Defense attorneys for Naveed Haq will try to convince jurors that their client was legally insane when he charged into the Greater Seattle Jewish Federation, shot federation worker Pam Waechter dead and wounded five others, the Seattle Post-Intelligencer reported.

A jury in 2008 said it could not determine whether Haq was in control of his faculties at the time of the shooting, thus making him accountable for his actions.

During the shooting incident, Haq made demands that U.S. troops pull out of Iraq and that Israel stop “pushing around” Palestinians, the Post-Intelligencer reported.

Prosecutors at the retrial will introduce new evidence of phone conversations between Haq and his mother recorded while he was incarcerated in which the defendant says he carried out the attack in order to become a martyr.

“You know I wanted to go to heaven. I want to be a jihadi,” he said in the phone recordings, according to the Post-Intelligencer. “I did it to be a jihadi.”

Supreme Court Denies Appeal for Terror Victim

The parents of an American teenager killed in a terrorist attack in Israel cannot collect damages from an alleged funder of Hamas.

The U.S. Supreme Court refused to hear an appeal Tuesday brought by the parents of David Boim, a 17-year-old American killed in a 1996 drive-by shooting in the West Bank community of Beit El, Ha’aretz reported.
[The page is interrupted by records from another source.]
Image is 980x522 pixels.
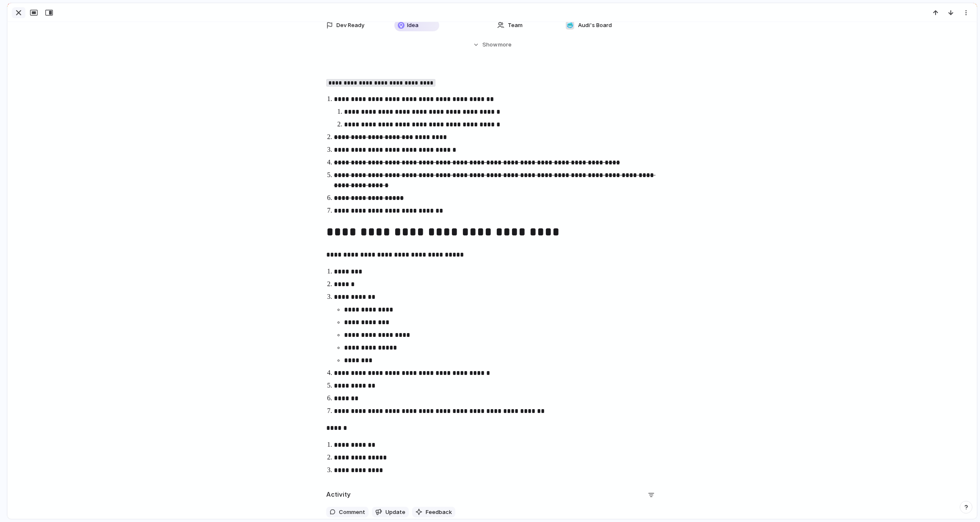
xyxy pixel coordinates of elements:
h2: Activity [326,490,351,500]
button: Feedback [412,507,455,518]
button: Showmore [326,37,658,53]
span: Feedback [426,508,452,517]
span: Update [386,508,406,517]
span: Idea [407,21,419,29]
span: Dev Ready [336,21,364,29]
button: Comment [326,507,368,518]
span: more [498,41,511,49]
span: Team [508,21,522,29]
span: Audi's Board [578,21,612,29]
span: Comment [339,508,365,517]
span: Show [483,41,497,49]
button: Update [372,507,409,518]
div: 🥶 [566,21,574,29]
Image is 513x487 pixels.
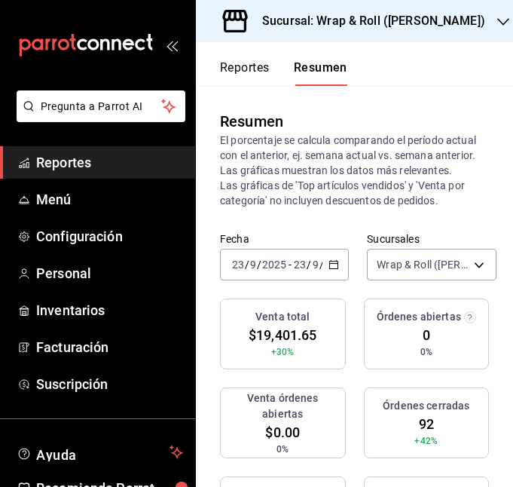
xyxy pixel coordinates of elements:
a: Pregunta a Parrot AI [11,109,185,125]
span: $19,401.65 [249,325,317,345]
h3: Órdenes abiertas [377,309,461,325]
span: +42% [415,434,438,448]
button: Resumen [294,60,347,86]
h3: Venta total [256,309,310,325]
span: 92 [419,414,434,434]
span: 0% [277,442,289,456]
span: Configuración [36,226,183,246]
span: / [245,259,249,271]
span: / [320,259,324,271]
span: Wrap & Roll ([PERSON_NAME]) [377,257,468,272]
button: open_drawer_menu [166,39,178,51]
h3: Sucursal: Wrap & Roll ([PERSON_NAME]) [250,12,485,30]
span: Facturación [36,337,183,357]
input: ---- [262,259,287,271]
input: -- [312,259,320,271]
span: - [289,259,292,271]
span: Reportes [36,152,183,173]
span: 0 [423,325,430,345]
span: / [257,259,262,271]
div: Resumen [220,110,283,133]
p: El porcentaje se calcula comparando el período actual con el anterior, ej. semana actual vs. sema... [220,133,489,208]
span: +30% [271,345,295,359]
input: -- [293,259,307,271]
input: -- [249,259,257,271]
span: Ayuda [36,443,164,461]
span: / [307,259,311,271]
span: $0.00 [265,422,300,442]
span: 0% [421,345,433,359]
h3: Venta órdenes abiertas [227,390,339,422]
span: Inventarios [36,300,183,320]
label: Sucursales [367,234,496,244]
span: Pregunta a Parrot AI [41,99,162,115]
span: Personal [36,263,183,283]
div: navigation tabs [220,60,347,86]
span: Menú [36,189,183,210]
input: -- [231,259,245,271]
h3: Órdenes cerradas [383,398,470,414]
button: Reportes [220,60,270,86]
label: Fecha [220,234,349,244]
span: Suscripción [36,374,183,394]
button: Pregunta a Parrot AI [17,90,185,122]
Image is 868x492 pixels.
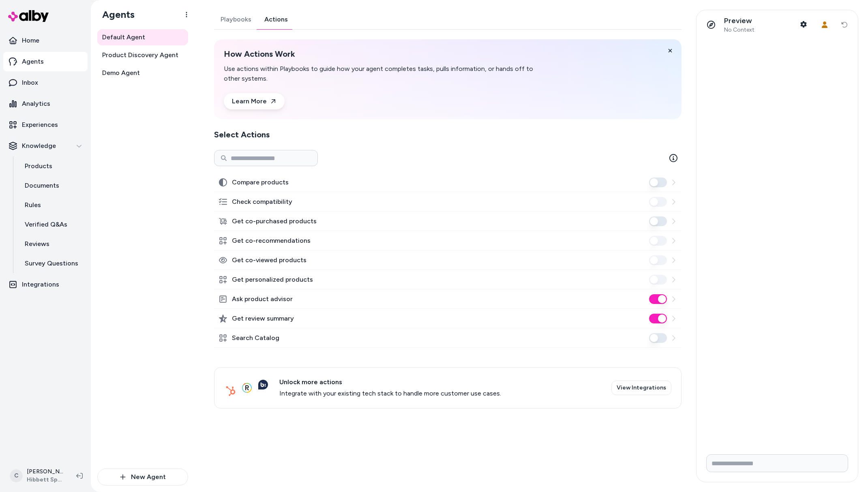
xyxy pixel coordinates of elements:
a: Experiences [3,115,88,134]
p: Verified Q&As [25,220,68,229]
a: Learn More [224,93,285,109]
input: Write your prompt here [706,454,848,472]
a: Product Discovery Agent [97,47,188,64]
label: Get review summary [232,314,294,323]
h1: Agents [96,9,135,21]
h2: How Actions Work [224,49,535,59]
button: Knowledge [3,136,88,155]
p: Preview [724,16,754,26]
p: Integrations [22,280,59,289]
p: Reviews [25,239,49,249]
a: Default Agent [97,29,188,45]
a: Products [17,156,88,176]
span: C [9,469,23,483]
span: Product Discovery Agent [102,50,178,60]
button: C[PERSON_NAME]Hibbett Sports [5,463,70,489]
img: alby Logo [8,10,49,22]
a: Actions [258,9,294,29]
a: Survey Questions [17,253,88,273]
p: [PERSON_NAME] [27,468,64,476]
a: Analytics [3,94,88,114]
a: Verified Q&As [17,215,88,235]
span: Unlock more actions [279,377,501,387]
a: Home [3,31,88,50]
a: Demo Agent [97,65,188,81]
a: Integrations [3,275,88,294]
a: Playbooks [214,9,258,29]
a: Documents [17,176,88,195]
p: Agents [22,57,44,66]
p: Products [25,162,52,171]
p: Survey Questions [25,259,78,268]
label: Search Catalog [232,333,279,343]
label: Get co-purchased products [232,216,316,226]
button: New Agent [97,468,188,485]
label: Get personalized products [232,275,313,285]
label: Get co-recommendations [232,236,310,245]
p: Rules [25,200,41,210]
span: No Context [724,26,754,34]
p: Experiences [22,120,58,130]
a: Rules [17,195,88,215]
span: Demo Agent [102,68,140,78]
p: Knowledge [22,141,56,151]
span: Hibbett Sports [27,476,64,484]
label: Ask product advisor [232,294,293,304]
span: Integrate with your existing tech stack to handle more customer use cases. [279,389,501,398]
a: Reviews [17,235,88,253]
a: Inbox [3,73,88,93]
label: Compare products [232,178,289,187]
label: Check compatibility [232,197,292,207]
a: Agents [3,52,88,72]
span: Default Agent [102,32,145,42]
p: Inbox [22,78,38,88]
p: Documents [25,180,59,191]
p: Analytics [22,99,50,109]
p: Home [22,36,39,45]
label: Get co-viewed products [232,255,306,265]
h2: Select Actions [214,129,681,140]
a: View Integrations [611,380,671,395]
p: Use actions within Playbooks to guide how your agent completes tasks, pulls information, or hands... [224,64,535,84]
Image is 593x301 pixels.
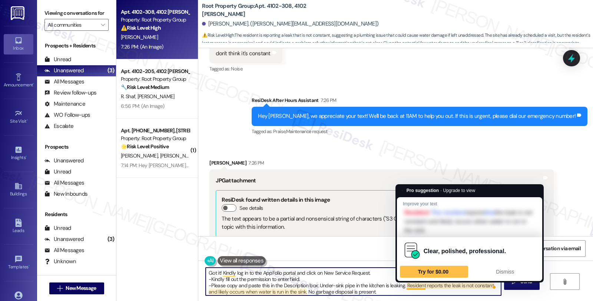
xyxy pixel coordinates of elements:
div: ResiDesk After Hours Assistant [252,96,587,107]
div: Property: Root Property Group [121,75,189,83]
a: Insights • [4,143,33,163]
div: Unanswered [44,157,84,165]
div: (3) [106,233,116,245]
div: 7:26 PM [246,159,264,167]
div: Apt. 4102-308, 4102 [PERSON_NAME] [121,8,189,16]
div: Tagged as: [209,63,282,74]
span: [PERSON_NAME] [137,93,175,100]
div: Escalate [44,122,73,130]
div: All Messages [44,78,84,86]
span: Share Conversation via email [515,245,581,252]
div: The text appears to be a partial and nonsensical string of characters ("S3 GTSTAN M"). It's impos... [222,215,536,231]
div: 6:56 PM: (An Image) [121,103,165,109]
i:  [562,279,567,285]
strong: ⚠️ Risk Level: High [202,32,234,38]
span: Praise , [273,128,286,135]
div: 7:26 PM [319,96,336,104]
div: Unread [44,168,71,176]
div: Unanswered [44,235,84,243]
b: Root Property Group: Apt. 4102-308, 4102 [PERSON_NAME] [202,2,350,18]
div: Prospects + Residents [37,42,116,50]
div: Unread [44,56,71,63]
div: Property: Root Property Group [121,16,189,24]
a: Leads [4,216,33,236]
span: Noise [231,66,242,72]
div: Unread [44,224,71,232]
strong: 🔧 Risk Level: Medium [121,84,169,90]
strong: ⚠️ Risk Level: High [121,24,161,31]
b: JPG attachment [216,177,256,184]
span: • [29,263,30,268]
div: All Messages [44,246,84,254]
div: Property: Root Property Group [121,135,189,142]
a: Site Visit • [4,107,33,127]
div: Unanswered [44,67,84,74]
div: Review follow-ups [44,89,96,97]
div: Tagged as: [252,126,587,137]
div: Maintenance [44,100,85,108]
div: (3) [106,65,116,76]
img: ResiDesk Logo [11,6,26,20]
span: [PERSON_NAME] [160,152,197,159]
i:  [57,285,63,291]
button: Share Conversation via email [510,240,586,257]
textarea: To enrich screen reader interactions, please activate Accessibility in Grammarly extension settings [206,268,501,295]
span: [PERSON_NAME] [121,152,160,159]
span: R. Shaf [121,93,137,100]
span: New Message [66,284,96,292]
div: Apt. 4102-205, 4102 [PERSON_NAME] [121,67,189,75]
input: All communities [48,19,97,31]
a: Buildings [4,180,33,200]
div: WO Follow-ups [44,111,90,119]
i:  [101,22,105,28]
div: All Messages [44,179,84,187]
div: 7:26 PM: (An Image) [121,43,163,50]
label: Viewing conversations for [44,7,109,19]
div: Prospects [37,143,116,151]
div: Apt. [PHONE_NUMBER], [STREET_ADDRESS] [121,127,189,135]
div: don't think it's constant [216,50,270,57]
b: ResiDesk found written details in this image [222,196,330,203]
div: New Inbounds [44,190,87,198]
div: [PERSON_NAME]. ([PERSON_NAME][EMAIL_ADDRESS][DOMAIN_NAME]) [202,20,378,28]
span: • [33,81,34,86]
div: Unknown [44,258,76,265]
div: [PERSON_NAME] [209,159,553,169]
div: Hey [PERSON_NAME], we appreciate your text! We'll be back at 11AM to help you out. If this is urg... [258,112,576,120]
span: : The resident is reporting a leak that is not constant, suggesting a plumbing issue that could c... [202,32,593,47]
div: 7:14 PM: Hey [PERSON_NAME] and [PERSON_NAME], we appreciate your text! We'll be back at 11AM to h... [121,162,480,169]
span: [PERSON_NAME] [121,34,158,40]
a: Templates • [4,253,33,273]
a: Inbox [4,34,33,54]
span: Maintenance request [286,128,328,135]
div: Residents [37,211,116,218]
button: New Message [49,282,104,294]
span: • [26,154,27,159]
strong: 🌟 Risk Level: Positive [121,143,169,150]
label: See details [239,204,263,212]
span: • [27,117,28,123]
The Boim family, originally from New York City, moved to Israel several years ago. They had sued Mohammed Abdul Hamid Khalil Salah and numerous U.S.-based Islamic fund-raising organizations, saying they contributed money to Hamas and should be held fiscally responsible for Boim’s death.

Salah, a resident of suburban Chicago, served 4 1/2 years in Israeli prisons in the 1990s after $90,000 that authorities allege was meant to fund Hamas was discovered in his hotel room in eastern Jerusalem. He was in prison when Boim was killed.

A U.S. law that could have made Salah liable in Boim’s death was put into effect while he was in prison. However, the 7th U.S. Circuit Court of Appeals in Chicago said it did not apply to Salah because he was incarcerated at the time.

The Palestinian Authority tried one man responsible for the Boim’s death and sentenced him to 10 years in prison.  A second man escaped but later died in a suicide bombing.

This story reprinted courtesy of the Jewish Telegraphic Agency.